At the heart of the film’s legacy is Kamal Haasan. While Bollywood was busy celebrating the "Angry Young Man" trope popularized by Amitabh Bachchan, Haasan gave us Appu—a dwarf with a clown’s face and a revolutionary’s heart.
The plot was deceptively simple: a father is wronged by four criminals, and his son, born with dwarfism, grows up to avenge him. But the execution was complex. Before CGI made shrinking actors easy, Appu Raja relied on practical effects, optical illusions, and sheer physical acting.
When you watch Appu run, dance, or ride his modified bike, you aren't watching a digital trick. You are watching an actor who bent his body and altered his gait to embody a character that society overlooks. The film did not treat Appu as a victim; it treated him as a hero. In 1990, this was revolutionary representation. Appu wasn't a prop for sympathy; he was the smartest, most dangerous person in the room. Appu Raja 1990 Hindi Movie Download
Appu (Govinda) grows up in a poor Mumbai neighborhood after losing his parents at a young age. As a teenager he witnesses rampant crime, police corruption, and exploitation of the poor by local gangsters. Determined to protect his community, Appu adopts a life of vigilantism — confronting small-time criminals at first, then rising to a position of power in the local underworld. Unlike typical gangsters, Appu enforces his own moral code: he punishes predators and corrupt officials while trying to shield innocent civilians.
His love interest, Radha (Sonam), represents normalcy and the possibility of a lawful life, but Appu’s reputation and methods distance him from a conventional future. Anupam Kher plays Inspector Sharma, a conflicted police officer torn between duty and the reality that Appu’s actions often reduce crime where the law fails. The film’s emotional core is Appu’s inner struggle: the tension between his desire to do good and the violent means he uses to achieve it, and how that affects his relationships and community. At the heart of the film’s legacy is Kamal Haasan
The climax centers on a power struggle with rival gang factions and an exposed conspiracy involving corrupt politicians and police. Appu faces betrayal from within his circle, forcing difficult choices that question the cost of his crusade. The resolution delivers a mix of retribution and tragic sacrifice, underscoring the film’s theme that violence, even for just causes, exacts a heavy personal toll.
Director Manobala approaches the material with a blend of melodrama and action-oriented pacing. The screenplay emphasizes character moments—Appu’s bonds with his neighborhood and his inner turmoil—while delivering set-piece confrontations typical of the era’s mainstream cinema. While not as nuanced as some contemporaneous crime dramas, the film aims to balance crowd-pleasing elements (songs, action, romance) with darker moral questions. But the execution was complex
A hero is only as good as his villain, and Appu Raja gave us one of the most chilling antagonists of the era: Nasser (in the original) and the dubbed voice that gave us nightmares. The villains were not cartoonish; they were powerful, corrupt men who underestimated the "little guy"—literally and metaphorically. This David vs. Goliath dynamic is universal, which explains why the film works just as well in Hindi as it did in Tamil.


• DESCRIPTION OF THE TASK:
Go through the listing below and gather every line with the word "data".

• EXERCISE MATERIAL:
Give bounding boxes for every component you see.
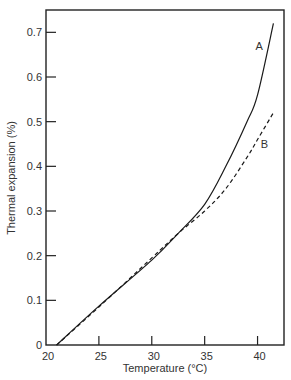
y-tick-label: 0.2 [27,250,42,262]
y-tick-label: 0.6 [27,71,42,83]
y-tick-label: 0.4 [27,160,42,172]
y-axis-title: Thermal expansion (%) [5,121,17,235]
x-tick-label: 35 [201,350,213,362]
x-tick-label: 20 [42,350,54,362]
y-tick-label: 0.3 [27,205,42,217]
y-tick-label: 0.5 [27,116,42,128]
curve-label-a: A [255,40,263,52]
x-axis-title: Temperature (°C) [123,362,207,374]
x-tick-label: 40 [253,350,265,362]
curve-a [57,23,274,345]
x-tick-label: 30 [148,350,160,362]
plot-frame [46,10,284,345]
y-tick-label: 0.1 [27,294,42,306]
thermal-expansion-chart: 2025303540 00.10.20.30.40.50.60.7 AB Tem… [0,0,291,380]
curve-label-b: B [261,138,268,150]
curve-b [57,113,274,345]
data-curves [57,23,274,345]
x-axis-ticks: 2025303540 [42,336,266,362]
y-tick-label: 0.7 [27,26,42,38]
x-tick-label: 25 [95,350,107,362]
axes-box [46,10,284,345]
y-axis-ticks: 00.10.20.30.40.50.60.7 [27,26,56,351]
y-tick-label: 0 [36,339,42,351]
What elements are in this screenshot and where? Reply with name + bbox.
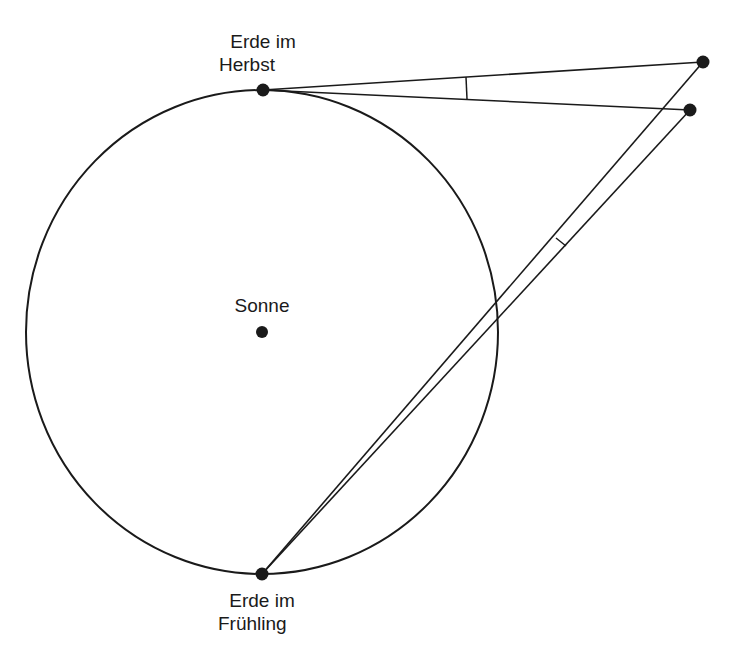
earth-autumn-dot — [257, 84, 270, 97]
label-earth-autumn-line2: Herbst — [213, 53, 313, 76]
star-far-dot — [697, 56, 710, 69]
sun-dot — [256, 326, 268, 338]
label-earth-autumn-line1: Erde im — [213, 30, 313, 53]
star-near-dot — [684, 104, 697, 117]
label-earth-autumn: Erde im Herbst — [213, 30, 313, 76]
earth-spring-dot — [256, 568, 269, 581]
sightline-spring-near-star — [262, 110, 690, 574]
sightline-spring-far-star — [262, 62, 703, 574]
parallax-diagram — [0, 0, 730, 662]
angle-marker-spring — [556, 238, 566, 246]
label-sun: Sonne — [212, 294, 312, 317]
label-earth-spring-line1: Erde im — [212, 589, 312, 612]
angle-marker-autumn — [466, 77, 467, 99]
sightline-autumn-far-star — [263, 62, 703, 90]
label-earth-spring-line2: Frühling — [212, 612, 312, 635]
label-earth-spring: Erde im Frühling — [212, 589, 312, 635]
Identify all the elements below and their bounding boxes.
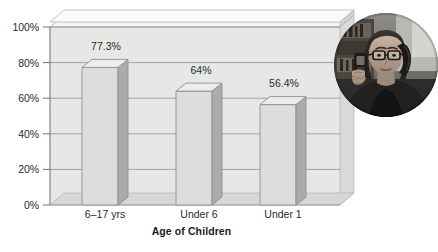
bar-front-face	[176, 91, 212, 205]
y-axis-tick-40: 40%	[0, 128, 39, 140]
y-axis-tick-100: 100%	[0, 21, 39, 33]
bar-front-face	[260, 105, 296, 205]
data-label-under-6: 64%	[171, 64, 231, 76]
chart-top-rim	[50, 10, 354, 22]
bar-side-face	[118, 59, 128, 205]
x-axis-category-under-6: Under 6	[164, 208, 234, 220]
data-label-6-17-yrs: 77.3%	[76, 40, 136, 52]
bar-side-face	[296, 97, 306, 205]
bar-front-face	[82, 67, 118, 205]
chart-y-tickmarks	[43, 27, 50, 205]
x-axis-title-text: Age of Children	[152, 225, 232, 237]
woman-on-phone-photo	[334, 13, 438, 117]
x-axis-category-6-17-yrs: 6–17 yrs	[70, 208, 140, 220]
data-label-under-1: 56.4%	[254, 77, 314, 89]
bar-under-1	[260, 97, 306, 205]
bar-under-6	[176, 83, 222, 205]
x-axis-title: Age of Children	[0, 225, 437, 237]
x-axis-category-under-1: Under 1	[248, 208, 318, 220]
y-axis-tick-60: 60%	[0, 92, 39, 104]
y-axis-tick-80: 80%	[0, 57, 39, 69]
y-axis-tick-20: 20%	[0, 163, 39, 175]
bar-6-17-yrs	[82, 59, 128, 205]
y-axis-tick-0: 0%	[0, 199, 39, 211]
bar-side-face	[212, 83, 222, 205]
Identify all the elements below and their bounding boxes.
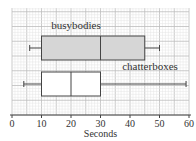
box-iqr [42, 36, 145, 60]
x-tick-label: 40 [125, 118, 135, 129]
x-tick-label: 0 [10, 118, 15, 129]
boxplot-chart: 0102030405060 busybodieschatterboxes Sec… [0, 0, 196, 141]
box-busybodies: busybodies [30, 19, 160, 60]
x-tick-label: 20 [66, 118, 76, 129]
x-ticks: 0102030405060 [10, 115, 195, 129]
box-chatterboxes: chatterboxes [24, 60, 186, 96]
x-tick-label: 60 [184, 118, 194, 129]
x-tick-label: 50 [155, 118, 165, 129]
x-axis-label: Seconds [84, 128, 117, 139]
x-tick-label: 10 [37, 118, 47, 129]
series-label: busybodies [51, 19, 101, 31]
series-label: chatterboxes [122, 60, 178, 72]
boxes: busybodieschatterboxes [24, 19, 186, 96]
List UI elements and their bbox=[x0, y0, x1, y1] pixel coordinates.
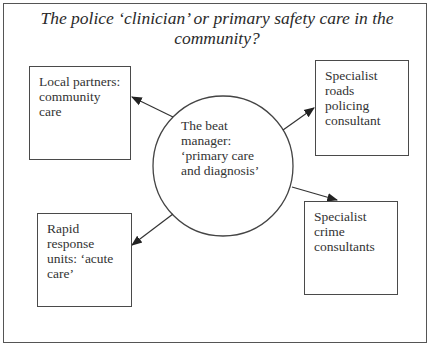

• ANSWER SPACE:
data-curves [57,23,274,345]
data-label-under-6: 64%	[171, 64, 231, 76]
data-label-6-17-yrs: 77.3%	[76, 40, 136, 52]
data-label-under-1: 56.4%	[254, 77, 314, 89]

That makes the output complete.